Lesson #2 in the Spencer W. Kimball manual for this year’s course of study is about death and sorrow, and is entitled “Tragedy or Destiny?” The subtitle reads, “When we face the apparent tragedies of sorrow, suffering, and death, we must put our trust in God.”
The first part of the lesson shares a story from the life of Spencer W. Kimball. He endured much sorrow in his young childhood as a result of the death of loved ones. At the age of eight, his baby sister died shortly after birth. Only a month later, Fannie, the five-year-old, also passed. He recalls vividly the scene, perhaps heightened by the fact that it took place on his ninth birthday, of the family gathered around as Fannie died.
Most difficult of all for the young Spencer was losing his mother when he was just eleven years old. He says, “It came as a thunderbolt. . . . My eleven-year-old heart seemed to burst. . . . I feel like sobbing again now . . . as my memory takes me over those sad paths.”
Despite this profound sorrow, he always felt comforted as he prayed and lived the principles of the gospel. That is the message of today’s lesson – finding peace even when we feel as though we could burst.
The Lord could, in His power, shield us from all that would cause us pain, and yet, in His wisdom, He does not. The most fundamental law of the plan of salvation is free agency. If God were to step in, it would nullify the plan. When we look at life from the eternal perspective, we are better able to look at it in the proper perspective. It may seem that all is pain and sorrow, but it’s not. There is joy to overbalance the scale.
We are given trials to rise above them, sickness so we can be strong, and work to strengthen our muscles. Everything we are given is for our own learning and experience, and we must go through it to learn those things that we need to know.
There must be opposition in all things, and we must learn from the things we experience. If we got our own way all the time, we would never go through hardship, and never become strong. We must learn patience, faith, and self-mastery, and these attributes can be learned in no other way.
Elder James E. Talmage wrote: “No pang that is suffered by man or woman on this earth will be without its compensating effect . . . if it be met with patience.”
The lesson goes on to say: “On the other hand, these things can crush us with their mighty impact if we yield to weakness, complaining, and criticism.”
There are those who are bitter as they contemplate their trials, and others who face them with joy and rejoicing. The attitude with which we face our trials determines if they will strengthen us or make us weaker.
In times of trial, we must trust God. He controls our lives, He guides us and blesses us, but He always gives us our free agency. He can’t make us be grateful for His hand in our lives – we must learn that ourselves, generally by the trials we endure.
Life is difficult, no doubt. But the rewards on the other side are more than worth it, if we can trust that and in Him.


- WORK ITEM
Each entry must be restated exactly as it appears.

- RECORDS FOR THIS EXERCISE
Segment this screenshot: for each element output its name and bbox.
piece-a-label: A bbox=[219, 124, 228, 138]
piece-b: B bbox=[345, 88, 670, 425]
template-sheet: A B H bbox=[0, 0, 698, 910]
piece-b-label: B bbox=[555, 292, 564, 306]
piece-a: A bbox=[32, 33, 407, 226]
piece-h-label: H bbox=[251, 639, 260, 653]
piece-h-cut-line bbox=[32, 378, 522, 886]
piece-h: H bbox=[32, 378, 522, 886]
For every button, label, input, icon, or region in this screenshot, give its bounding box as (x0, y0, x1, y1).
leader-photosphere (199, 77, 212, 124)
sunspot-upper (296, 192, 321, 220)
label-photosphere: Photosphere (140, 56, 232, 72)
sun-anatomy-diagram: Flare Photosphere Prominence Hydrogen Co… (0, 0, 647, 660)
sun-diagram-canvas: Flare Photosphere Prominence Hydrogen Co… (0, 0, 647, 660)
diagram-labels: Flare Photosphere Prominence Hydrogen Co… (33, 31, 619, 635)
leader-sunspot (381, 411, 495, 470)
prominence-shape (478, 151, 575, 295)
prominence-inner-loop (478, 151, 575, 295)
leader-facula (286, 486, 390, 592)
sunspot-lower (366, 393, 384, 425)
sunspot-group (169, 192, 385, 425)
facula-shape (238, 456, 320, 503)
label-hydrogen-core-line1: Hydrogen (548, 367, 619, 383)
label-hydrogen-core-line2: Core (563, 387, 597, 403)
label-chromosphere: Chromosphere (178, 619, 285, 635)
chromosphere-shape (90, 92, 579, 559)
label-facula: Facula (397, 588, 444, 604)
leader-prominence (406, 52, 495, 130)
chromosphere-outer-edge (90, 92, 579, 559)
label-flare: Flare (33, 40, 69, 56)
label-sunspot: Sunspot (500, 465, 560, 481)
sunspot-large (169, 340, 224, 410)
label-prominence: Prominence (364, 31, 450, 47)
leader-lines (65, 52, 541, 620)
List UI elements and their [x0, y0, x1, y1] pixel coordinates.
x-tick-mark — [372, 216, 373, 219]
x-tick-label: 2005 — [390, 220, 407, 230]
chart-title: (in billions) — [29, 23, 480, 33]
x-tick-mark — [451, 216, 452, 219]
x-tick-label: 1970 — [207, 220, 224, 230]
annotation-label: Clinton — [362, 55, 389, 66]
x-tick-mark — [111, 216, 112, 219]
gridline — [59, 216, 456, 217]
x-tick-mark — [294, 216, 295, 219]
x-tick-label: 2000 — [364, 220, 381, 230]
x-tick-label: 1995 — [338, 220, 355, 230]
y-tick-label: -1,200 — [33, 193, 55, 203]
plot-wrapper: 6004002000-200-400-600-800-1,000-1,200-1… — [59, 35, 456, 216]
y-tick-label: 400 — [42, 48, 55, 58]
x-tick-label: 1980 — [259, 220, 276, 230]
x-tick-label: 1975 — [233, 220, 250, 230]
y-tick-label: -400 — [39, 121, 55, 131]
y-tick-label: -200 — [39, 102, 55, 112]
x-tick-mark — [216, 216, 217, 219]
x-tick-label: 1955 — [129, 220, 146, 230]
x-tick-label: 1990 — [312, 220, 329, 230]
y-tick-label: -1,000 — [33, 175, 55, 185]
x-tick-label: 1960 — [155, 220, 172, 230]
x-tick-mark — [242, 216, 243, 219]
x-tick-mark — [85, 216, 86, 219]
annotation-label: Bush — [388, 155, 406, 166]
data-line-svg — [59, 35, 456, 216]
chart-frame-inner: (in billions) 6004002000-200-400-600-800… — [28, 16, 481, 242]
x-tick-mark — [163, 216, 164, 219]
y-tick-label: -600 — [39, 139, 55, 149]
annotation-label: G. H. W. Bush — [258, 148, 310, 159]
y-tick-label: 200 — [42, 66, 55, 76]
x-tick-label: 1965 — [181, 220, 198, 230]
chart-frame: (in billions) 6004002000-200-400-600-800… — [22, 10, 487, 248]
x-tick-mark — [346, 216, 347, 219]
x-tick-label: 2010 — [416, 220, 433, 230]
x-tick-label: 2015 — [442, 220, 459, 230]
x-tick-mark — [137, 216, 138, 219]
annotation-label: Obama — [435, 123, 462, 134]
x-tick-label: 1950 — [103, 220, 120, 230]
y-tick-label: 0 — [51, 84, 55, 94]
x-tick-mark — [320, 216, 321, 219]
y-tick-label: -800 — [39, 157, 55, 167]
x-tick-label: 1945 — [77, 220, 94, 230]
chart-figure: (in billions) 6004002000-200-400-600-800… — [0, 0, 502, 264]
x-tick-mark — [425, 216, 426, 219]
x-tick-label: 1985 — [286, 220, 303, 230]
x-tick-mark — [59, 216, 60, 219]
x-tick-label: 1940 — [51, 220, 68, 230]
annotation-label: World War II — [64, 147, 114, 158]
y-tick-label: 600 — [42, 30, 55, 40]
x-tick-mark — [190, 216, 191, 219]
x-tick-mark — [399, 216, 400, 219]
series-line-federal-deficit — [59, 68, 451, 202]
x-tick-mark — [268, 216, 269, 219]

- EXERCISE OUTPUT
Segment this screenshot: for each element output its name and bbox.
piece-a-label: A bbox=[219, 124, 228, 138]
piece-b: B bbox=[345, 88, 670, 425]
template-sheet: A B H bbox=[0, 0, 698, 910]
piece-b-label: B bbox=[555, 292, 564, 306]
piece-a: A bbox=[32, 33, 407, 226]
piece-h-label: H bbox=[251, 639, 260, 653]
piece-h-cut-line bbox=[32, 378, 522, 886]
piece-h: H bbox=[32, 378, 522, 886]
For every button, label, input, icon, or region in this screenshot, give its bounding box as (x0, y0, x1, y1).
leader-photosphere (199, 77, 212, 124)
sunspot-upper (296, 192, 321, 220)
label-photosphere: Photosphere (140, 56, 232, 72)
sun-anatomy-diagram: Flare Photosphere Prominence Hydrogen Co… (0, 0, 647, 660)
sun-diagram-canvas: Flare Photosphere Prominence Hydrogen Co… (0, 0, 647, 660)
diagram-labels: Flare Photosphere Prominence Hydrogen Co… (33, 31, 619, 635)
leader-sunspot (381, 411, 495, 470)
prominence-shape (478, 151, 575, 295)
prominence-inner-loop (478, 151, 575, 295)
leader-facula (286, 486, 390, 592)
sunspot-lower (366, 393, 384, 425)
sunspot-group (169, 192, 385, 425)
facula-shape (238, 456, 320, 503)
label-hydrogen-core-line1: Hydrogen (548, 367, 619, 383)
label-hydrogen-core-line2: Core (563, 387, 597, 403)
label-chromosphere: Chromosphere (178, 619, 285, 635)
chromosphere-shape (90, 92, 579, 559)
label-facula: Facula (397, 588, 444, 604)
leader-prominence (406, 52, 495, 130)
chromosphere-outer-edge (90, 92, 579, 559)
label-flare: Flare (33, 40, 69, 56)
label-sunspot: Sunspot (500, 465, 560, 481)
sunspot-large (169, 340, 224, 410)
label-prominence: Prominence (364, 31, 450, 47)
leader-lines (65, 52, 541, 620)
List UI elements and their [x0, y0, x1, y1] pixel coordinates.
x-tick-mark — [372, 216, 373, 219]
x-tick-label: 2005 — [390, 220, 407, 230]
chart-title: (in billions) — [29, 23, 480, 33]
x-tick-mark — [451, 216, 452, 219]
x-tick-label: 1970 — [207, 220, 224, 230]
annotation-label: Clinton — [362, 55, 389, 66]
x-tick-mark — [111, 216, 112, 219]
gridline — [59, 216, 456, 217]
x-tick-mark — [294, 216, 295, 219]
x-tick-label: 2000 — [364, 220, 381, 230]
x-tick-label: 1995 — [338, 220, 355, 230]
y-tick-label: -1,200 — [33, 193, 55, 203]
plot-wrapper: 6004002000-200-400-600-800-1,000-1,200-1… — [59, 35, 456, 216]
y-tick-label: 400 — [42, 48, 55, 58]
x-tick-label: 1980 — [259, 220, 276, 230]
x-tick-label: 1975 — [233, 220, 250, 230]
y-tick-label: -400 — [39, 121, 55, 131]
y-tick-label: -200 — [39, 102, 55, 112]
x-tick-mark — [216, 216, 217, 219]
x-tick-label: 1955 — [129, 220, 146, 230]
x-tick-label: 1990 — [312, 220, 329, 230]
y-tick-label: -1,000 — [33, 175, 55, 185]
x-tick-label: 1960 — [155, 220, 172, 230]
x-tick-mark — [242, 216, 243, 219]
x-tick-mark — [85, 216, 86, 219]
annotation-label: Bush — [388, 155, 406, 166]
data-line-svg — [59, 35, 456, 216]
chart-frame-inner: (in billions) 6004002000-200-400-600-800… — [28, 16, 481, 242]
x-tick-mark — [163, 216, 164, 219]
y-tick-label: -600 — [39, 139, 55, 149]
annotation-label: G. H. W. Bush — [258, 148, 310, 159]
y-tick-label: 200 — [42, 66, 55, 76]
x-tick-label: 1965 — [181, 220, 198, 230]
chart-frame: (in billions) 6004002000-200-400-600-800… — [22, 10, 487, 248]
x-tick-mark — [346, 216, 347, 219]
x-tick-label: 2010 — [416, 220, 433, 230]
x-tick-label: 2015 — [442, 220, 459, 230]
x-tick-mark — [137, 216, 138, 219]
annotation-label: Obama — [435, 123, 462, 134]
x-tick-label: 1950 — [103, 220, 120, 230]
y-tick-label: 0 — [51, 84, 55, 94]
x-tick-mark — [320, 216, 321, 219]
y-tick-label: -800 — [39, 157, 55, 167]
x-tick-label: 1945 — [77, 220, 94, 230]
chart-figure: (in billions) 6004002000-200-400-600-800… — [0, 0, 502, 264]
x-tick-mark — [425, 216, 426, 219]
x-tick-label: 1985 — [286, 220, 303, 230]
x-tick-mark — [59, 216, 60, 219]
x-tick-label: 1940 — [51, 220, 68, 230]
annotation-label: World War II — [64, 147, 114, 158]
y-tick-label: 600 — [42, 30, 55, 40]
x-tick-mark — [190, 216, 191, 219]
x-tick-mark — [399, 216, 400, 219]
series-line-federal-deficit — [59, 68, 451, 202]
x-tick-mark — [268, 216, 269, 219]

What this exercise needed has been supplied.